The story-tellers of the Highlands are as varied in their subjects as are literary men and women everywhere. One is a historian narrating events simply and concisely; another is a historian with a bias, colouring his narrative according to his leanings. One is an inventor, building fiction upon fact, mingling his materials … .

— from Alexander Carmichael’s introduction to Carmina Gadelica: Ortha Nan Gaidheal (Hymns and Chants)

Looking up information about Lexington’s past while fact-checking this month’s cover story, I Googled the name of my great-great-grandfather. Ebenezer (or Ebenzer, maybe Ebanezer, depending on whichever record is right) B. (for what, I have no idea) Kinney had lived just north of there. Born in 1835, he died in 1886, age 51. One of his nine children was David Franklin Kinney, my great-grandpa, the name same as mine.

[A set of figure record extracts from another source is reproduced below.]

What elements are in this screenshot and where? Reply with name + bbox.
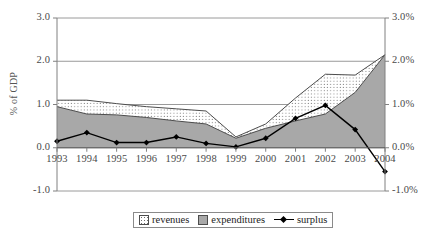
y-axis-left-tick: 1.0 <box>0 98 50 109</box>
legend-item-revenues[interactable]: revenues <box>139 214 189 225</box>
legend-item-expenditures[interactable]: expenditures <box>198 214 265 225</box>
legend-label-expenditures: expenditures <box>211 214 265 225</box>
chart-legend: revenues expenditures surplus <box>133 212 333 228</box>
chart-plot-area <box>0 0 430 240</box>
y-axis-left-tick: 3.0 <box>0 11 50 22</box>
legend-label-surplus: surplus <box>297 214 327 225</box>
revenues-swatch-icon <box>139 215 149 225</box>
y-axis-right-tick: 3.0% <box>392 11 414 22</box>
y-axis-right-tick: 0.0% <box>392 141 414 152</box>
surplus-line-marker-icon <box>274 216 294 224</box>
y-axis-left-tick: 0.0 <box>0 141 50 152</box>
y-axis-right-tick: 2.0% <box>392 54 414 65</box>
legend-label-revenues: revenues <box>152 214 189 225</box>
expenditures-swatch-icon <box>198 215 208 225</box>
legend-item-surplus[interactable]: surplus <box>274 214 327 225</box>
chart-container: % of GDP 3.02.01.00.0-1.0 3.0%2.0%1.0%0.… <box>0 0 430 240</box>
y-axis-left-tick: 2.0 <box>0 54 50 65</box>
x-axis-tick: 2004 <box>366 153 404 164</box>
y-axis-left-tick: -1.0 <box>0 184 50 195</box>
y-axis-right-tick: -1.0% <box>392 184 418 195</box>
y-axis-right-tick: 1.0% <box>392 98 414 109</box>
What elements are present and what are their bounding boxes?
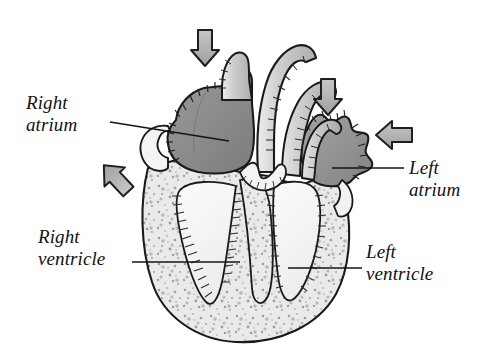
- left-atrium-inflow-arrow: [376, 121, 412, 149]
- label-left-atrium: Left atrium: [409, 157, 460, 202]
- superior-vena-cava-vessel: [219, 53, 252, 100]
- superior-vena-cava-inflow-arrow: [191, 30, 219, 66]
- heart-anatomy-figure: Right atrium Left atrium Right ventricle…: [0, 0, 495, 356]
- inferior-vena-cava-inflow-arrow: [94, 156, 139, 201]
- right-atrium-appendage: [140, 126, 170, 171]
- label-right-atrium: Right atrium: [26, 92, 77, 137]
- label-right-ventricle: Right ventricle: [38, 226, 105, 271]
- label-left-ventricle: Left ventricle: [366, 241, 433, 286]
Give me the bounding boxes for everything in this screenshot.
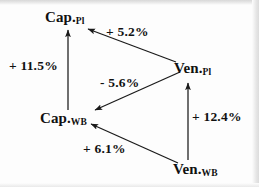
node-cap-wb: Cap.WB xyxy=(40,111,87,126)
node-cap-pl-base: Cap. xyxy=(45,9,76,25)
node-ven-pl: Ven.Pl xyxy=(174,61,211,76)
edge-label-ven-pl-to-cap-pl: + 5.2% xyxy=(106,25,149,39)
edge-label-ven-pl-to-cap-wb: - 5.6% xyxy=(100,76,139,90)
node-ven-pl-base: Ven. xyxy=(174,60,203,76)
node-ven-wb: Ven.WB xyxy=(173,162,218,177)
node-cap-wb-base: Cap. xyxy=(40,110,71,126)
edge-label-ven-wb-to-ven-pl: + 12.4% xyxy=(192,110,242,124)
node-cap-pl: Cap.Pl xyxy=(45,10,85,25)
node-cap-pl-subscript: Pl xyxy=(76,16,85,26)
edge-label-ven-wb-to-cap-wb: + 6.1% xyxy=(83,142,126,156)
node-ven-wb-base: Ven. xyxy=(173,161,202,177)
node-cap-wb-subscript: WB xyxy=(71,117,87,127)
edge-label-cap-wb-to-cap-pl: + 11.5% xyxy=(9,59,58,73)
node-ven-pl-subscript: Pl xyxy=(203,67,212,77)
node-ven-wb-subscript: WB xyxy=(202,168,218,178)
diagram-canvas: Cap.Pl Cap.WB Ven.Pl Ven.WB + 11.5% + 5.… xyxy=(0,0,259,187)
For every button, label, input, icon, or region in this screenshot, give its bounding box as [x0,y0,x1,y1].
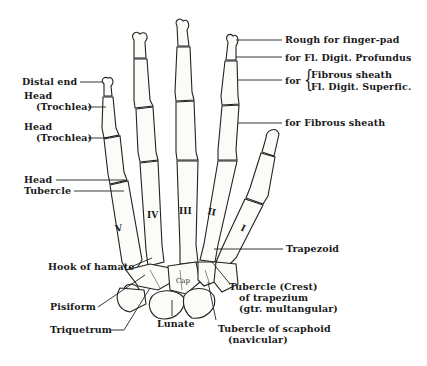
label-pisiform: Pisiform [50,301,96,312]
label-head: Head [24,174,52,185]
label-tubercle-trapezium-2: of trapezium [239,292,308,303]
label-tubercle-scaphoid-2: (navicular) [228,334,288,345]
label-tubercle-trapezium-3: (gtr. multangular) [239,303,338,314]
label-fl-digit-superfic: Fl. Digit. Superfic. [311,81,411,92]
label-fibrous-sheath: Fibrous sheath [311,69,392,80]
triquetrum [117,288,146,312]
label-tubercle: Tubercle [24,185,71,196]
metacarpal-iii-numeral: III [179,206,192,216]
label-head-trochlea-2: Head [24,121,52,132]
label-triquetrum: Triquetrum [50,324,112,335]
label-fl-digit-profundus: for Fl. Digit. Profundus [285,52,412,63]
label-tubercle-trapezium: Tubercle (Crest) [229,281,317,292]
label-head-trochlea-1: Head [24,90,52,101]
capitate-label: Cap [176,277,191,285]
label-trapezoid: Trapezoid [286,243,339,254]
label-for-prefix: for [285,75,301,86]
lunate [149,291,184,319]
label-rough-finger-pad: Rough for finger-pad [285,34,399,45]
label-head-trochlea-1-sub: (Trochlea) [36,101,92,112]
hand-bones-diagram: V IV III II [0,0,427,366]
metacarpal-iv-numeral: IV [147,210,159,220]
label-head-trochlea-2-sub: (Trochlea) [36,132,92,143]
label-for-fibrous-sheath: for Fibrous sheath [285,117,385,128]
label-tubercle-scaphoid: Tubercle of scaphoid [218,323,331,334]
carpal-bones: Cap [117,262,238,319]
digit-iii: III [175,19,198,264]
label-lunate: Lunate [157,318,195,329]
label-hook-of-hamate: Hook of hamate [48,261,134,272]
label-distal-end: Distal end [22,76,77,87]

All this I already knew, but I also came across a reference to a service record, sparse though it be: On Aug. 27, 1862, Ebenezer B. Kinney, age 27, a farmer from Davidson County, had been enlisted as a private into Company C of the 61st North Carolina Infantry. On Jan. 1, 1863, he was listed as having been “left sick on road” at Goldsboro. His name was dropped from the company rolls five months later.

I could but wonder. The Civil War was well into its second year when he went in, leaving behind a wife and two small children. Only a few months earlier, the Confederacy had enacted the first general military draft in American history. I suspect he was a reluctant rebel, coming from that part of the Piedmont, called the Quaker Belt, where the “rich man’s war, poor man’s fight” never had been popular. The state, too, had been reluctant, the last to leave the union, but would pay a heavy price for secession. With one-ninth of the Confederacy’s white population, it provided a sixth of its fighting men. Of the 120,000 who served, a third would die, more than half from disease. One of every four Confederates killed in action was a Tar Heel.

The 61st fought its first battle while he was with it, part of a 2,014-man force trying to check a thrust by more than 10,000 federals from New Bern at the Wilmington and Weldon Railroad near Goldsboro. In marches preceding the action, more than 100 of the regiment tramped through snow barefooted. In one company, 10 of 13 without shoes died. After some skirmishing, the 61st and Gen. Nathan Evans’ South Carolina brigade awaited the advance, their backs to the Neuse at Kinston, as Dec. 14 — a Sunday — dawned.

Evans was West Point, a professional soldier. He also liked his liquor. Commanding from the other side of the river, he would order the 61st to advance after it had run out of ammunition. He directed artillery fire on trenches he thought his men had vacated but still held. Finally, flanked and outnumbered, they withdrew to find he had set the bridge on fire. “Here we lost several of our men and it is truly miraculous that half of them at least were not killed or burned to death,” Capt. N.A. Ramsey of Company D wrote. “God was with us on this beautiful, lovely Sabbath day.” The regiment reached Goldsboro Dec. 17 and returned to Wilmington Jan. 2.

In a sad way, I see the furniture workers Senior Editor Amanda Parry writes about in this issue as comrades of these men. They, too, are victims of forces beyond their control, pawns in a game controlled by politics and economics. The fate of many, I fear, is to be left on the road.